Russian FSB agents involved

While Vitaliy was probably killed the night he was captured on March 27, Denys and Anton endured a month of beatings in the police station.

Anton was captured by Russian soldiers on the same night outside the garage as he was late to the meeting. The soldiers repeatedly beat him and his friend over the face with a rifle silencer and then put a bag over his head and tied it with duct tape before taking him to the police station.

Maidan residents stand among sandbags arranged to say “Help Us” in front of a wall of flags from countries supporting Ukraine. Credit:Kate Geraghty

Anton, 35, was accused of being a Nazi because of his bald head. He was accused of being a member of a Ukrainian far right political group, the Right Sector, because of his red and white jacket. He was accused of being an American agent because of his Simpsons boxer shorts.

He says the interrogation took place at the same time as the torture: beatings, suffocation with bags, choking, arm twisting, electrical shocks, stripping him naked and firing gunshots from behind his head.

While he couldn’t see Denys, he could hear him being tortured and beaten in another room. Vitaliy was probably already dead.

At some point after a few days, Denys and Anton were brought into the same room.

Agents from Russia’s infamous intelligence service, the Federal Security Service (FSB), came in and ordered them to get up before beating them on the face.

“I didn’t fall after the first and the second blow. It pissed them off. They hit me for the third time. I fell,” Anton says.

The agents then turned to Denys, beating him in the head and groin while threatening to cut off his genitals. After he fell to the floor, they took off his pants and hit him in the bottom and legs with batons.

A banner calling for the release of the captured Ukranian armed forces from Mariupol, hangs on the front of the Kyiv city administration building in Kyiv.Credit:Kate Geraghty

Anton says the beatings left all of his limbs blue, teeth broken and seven of his ribs broken. One of his ribs still sticks out.

“For some time, all of us were pissing pink,” he says.

Denys was so badly injured the soldiers had to carry him in and out of the room.

After 22 days of being held in Kherson, on April 18 the Russian soldiers handcuffed Denys and Anton and took them by car on a six-hour journey to Sevastopol, in the Russian-held region of Crimea. They were brought into a former military academy called Ushakov, named after a Russian admiral, which Anton recognised because he served there while in the Ukrainian military.
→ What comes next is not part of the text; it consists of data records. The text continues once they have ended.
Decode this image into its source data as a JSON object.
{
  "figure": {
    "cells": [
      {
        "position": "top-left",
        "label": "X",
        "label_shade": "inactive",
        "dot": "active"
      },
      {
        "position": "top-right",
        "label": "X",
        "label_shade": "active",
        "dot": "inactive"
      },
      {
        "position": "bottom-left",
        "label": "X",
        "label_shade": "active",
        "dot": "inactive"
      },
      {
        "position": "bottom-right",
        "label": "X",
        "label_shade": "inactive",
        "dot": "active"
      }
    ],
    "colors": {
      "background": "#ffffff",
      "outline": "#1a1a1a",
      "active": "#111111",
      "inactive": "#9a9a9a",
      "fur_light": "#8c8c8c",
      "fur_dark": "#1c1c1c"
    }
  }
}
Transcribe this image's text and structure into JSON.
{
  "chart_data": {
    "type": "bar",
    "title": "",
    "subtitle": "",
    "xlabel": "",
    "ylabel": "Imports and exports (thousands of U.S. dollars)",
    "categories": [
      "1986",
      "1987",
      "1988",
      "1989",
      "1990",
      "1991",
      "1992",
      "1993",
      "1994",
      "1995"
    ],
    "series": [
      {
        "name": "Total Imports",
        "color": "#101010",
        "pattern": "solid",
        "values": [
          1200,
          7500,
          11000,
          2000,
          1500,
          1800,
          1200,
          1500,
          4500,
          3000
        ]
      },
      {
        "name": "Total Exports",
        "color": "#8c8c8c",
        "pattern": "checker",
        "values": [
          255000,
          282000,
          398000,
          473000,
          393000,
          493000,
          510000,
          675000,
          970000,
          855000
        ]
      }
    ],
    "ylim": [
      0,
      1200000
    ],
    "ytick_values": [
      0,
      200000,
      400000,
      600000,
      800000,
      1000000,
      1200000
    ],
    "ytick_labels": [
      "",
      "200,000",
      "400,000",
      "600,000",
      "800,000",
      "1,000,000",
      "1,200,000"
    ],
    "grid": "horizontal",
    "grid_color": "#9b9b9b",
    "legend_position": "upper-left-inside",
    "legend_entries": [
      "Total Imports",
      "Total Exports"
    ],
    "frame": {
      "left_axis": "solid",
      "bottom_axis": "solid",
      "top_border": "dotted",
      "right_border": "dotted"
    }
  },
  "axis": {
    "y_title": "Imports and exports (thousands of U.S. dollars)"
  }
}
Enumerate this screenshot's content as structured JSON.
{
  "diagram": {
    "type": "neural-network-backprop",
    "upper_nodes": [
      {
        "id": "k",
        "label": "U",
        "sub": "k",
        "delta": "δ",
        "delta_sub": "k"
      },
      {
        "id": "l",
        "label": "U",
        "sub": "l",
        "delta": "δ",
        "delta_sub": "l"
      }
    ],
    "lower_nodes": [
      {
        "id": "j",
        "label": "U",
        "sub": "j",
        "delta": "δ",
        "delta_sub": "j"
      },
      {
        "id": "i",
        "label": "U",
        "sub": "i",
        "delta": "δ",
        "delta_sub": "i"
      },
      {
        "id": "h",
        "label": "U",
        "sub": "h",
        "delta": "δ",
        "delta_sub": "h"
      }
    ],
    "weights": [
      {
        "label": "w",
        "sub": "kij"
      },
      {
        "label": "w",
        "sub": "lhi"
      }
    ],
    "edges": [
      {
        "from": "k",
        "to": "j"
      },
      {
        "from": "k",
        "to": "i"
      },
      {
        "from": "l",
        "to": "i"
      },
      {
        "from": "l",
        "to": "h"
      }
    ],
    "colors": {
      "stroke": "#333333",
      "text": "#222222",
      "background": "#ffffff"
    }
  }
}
They underwent medical examinations, and Anton says it was clear that Denys was in bad condition and needed help.

Commander of a Ukrainian armed forces unit Simon Salatenko (left) with his second in command Misyats (right) walk along a trench on the frontline near Krasnohorivka.Credit:Kate Geraghty

The next day, they took Denys to the hospital. It was the last time Anton saw him alive.
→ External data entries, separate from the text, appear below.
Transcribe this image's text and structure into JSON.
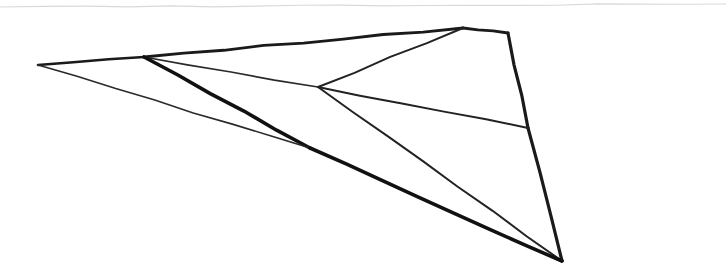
{
  "image": {
    "kind": "scanned-line-drawing",
    "title": "Hand-drawn wireframe polyhedron sketch",
    "width": 726,
    "height": 272,
    "background_color": "#ffffff",
    "ink_color": "#1a1a1a",
    "artifact_color": "#d9d9d9"
  },
  "figure": {
    "name": "wireframe-polyhedron",
    "vertices": [
      {
        "id": "left-tip",
        "label": "Left tip",
        "x": 38,
        "y": 65
      },
      {
        "id": "top-branch",
        "label": "Top edge branch point",
        "x": 144,
        "y": 57
      },
      {
        "id": "center-hub",
        "label": "Central four-way junction",
        "x": 318,
        "y": 87
      },
      {
        "id": "lower-knee",
        "label": "Lower-left convergence knee",
        "x": 310,
        "y": 148
      },
      {
        "id": "top-apex",
        "label": "Top apex",
        "x": 463,
        "y": 28
      },
      {
        "id": "top-right-corner",
        "label": "Top-right corner",
        "x": 508,
        "y": 33
      },
      {
        "id": "right-mid-junction",
        "label": "Right-edge junction",
        "x": 528,
        "y": 128
      },
      {
        "id": "bottom-vertex",
        "label": "Bottom vertex",
        "x": 562,
        "y": 261
      }
    ],
    "edges": [
      {
        "id": "edge-top-left-a",
        "label": "Top edge, tip to branch",
        "from": "left-tip",
        "to": "top-branch",
        "weight": 2.6,
        "shade": "#1a1a1a"
      },
      {
        "id": "edge-top-left-b",
        "label": "Top edge, branch to apex",
        "from": "top-branch",
        "to": "top-apex",
        "weight": 2.8,
        "shade": "#1a1a1a"
      },
      {
        "id": "edge-apex-corner",
        "label": "Apex to top-right corner",
        "from": "top-apex",
        "to": "top-right-corner",
        "weight": 2.8,
        "shade": "#1a1a1a"
      },
      {
        "id": "edge-right-upper",
        "label": "Right edge upper segment",
        "from": "top-right-corner",
        "to": "right-mid-junction",
        "weight": 3.2,
        "shade": "#1a1a1a"
      },
      {
        "id": "edge-right-lower",
        "label": "Right edge lower segment",
        "from": "right-mid-junction",
        "to": "bottom-vertex",
        "weight": 3.2,
        "shade": "#1a1a1a"
      },
      {
        "id": "edge-hub-apex",
        "label": "Hub to apex diagonal",
        "from": "center-hub",
        "to": "top-apex",
        "weight": 2.0,
        "shade": "#222222"
      },
      {
        "id": "edge-hub-right",
        "label": "Hub to right-edge junction",
        "from": "center-hub",
        "to": "right-mid-junction",
        "weight": 2.0,
        "shade": "#222222"
      },
      {
        "id": "edge-branch-hub",
        "label": "Branch point to hub",
        "from": "top-branch",
        "to": "center-hub",
        "weight": 1.7,
        "shade": "#2a2a2a"
      },
      {
        "id": "edge-hub-bottom",
        "label": "Hub to bottom vertex",
        "from": "center-hub",
        "to": "bottom-vertex",
        "weight": 2.0,
        "shade": "#222222"
      },
      {
        "id": "edge-branch-knee",
        "label": "Branch point to lower knee (heavy)",
        "from": "top-branch",
        "to": "lower-knee",
        "weight": 3.6,
        "shade": "#111111"
      },
      {
        "id": "edge-tip-knee",
        "label": "Tip to lower knee (thin)",
        "from": "left-tip",
        "to": "lower-knee",
        "weight": 1.6,
        "shade": "#2a2a2a"
      },
      {
        "id": "edge-knee-bottom",
        "label": "Lower knee to bottom vertex (heavy)",
        "from": "lower-knee",
        "to": "bottom-vertex",
        "weight": 3.6,
        "shade": "#111111"
      }
    ],
    "artifacts": [
      {
        "id": "scan-line-top",
        "label": "Faint horizontal scan line near top",
        "x1": 0,
        "y1": 7,
        "x2": 726,
        "y2": 4,
        "weight": 1.2,
        "shade": "#d9d9d9"
      }
    ]
  }
}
Four days later, he was asked to identify a body; it was Denys’. The official cause of death was “chest injury with pneumothorax fracture”.

Five days after that, on April 28, a prison guard came in and began calling last names.

Anton was released as part of a prisoner exchange, more than a month after being captured.

Months later, he talks almost every day with Ukrainian authorities and international organisations about getting justice for Denys and Vitaliy.

“I can’t say that I want vengeance. I want those people – not just the people who did that to me, but the Russians as a whole – to realise that there should be no war in the 21st century,” he says.

Denys’ mother, Natalia Mironova, says her son could have survived if he was given basic medical care.

“My son could have survived.“: Natalia Mironova.Credit:Kate Geraghty

“I don’t think they tried to save him,” she says. “No medical assistance was provided to him for three weeks.”

“It’s the 21st century, and they are inhuman barbarians. I think these people are born to kill. A human can’t do that to another human.”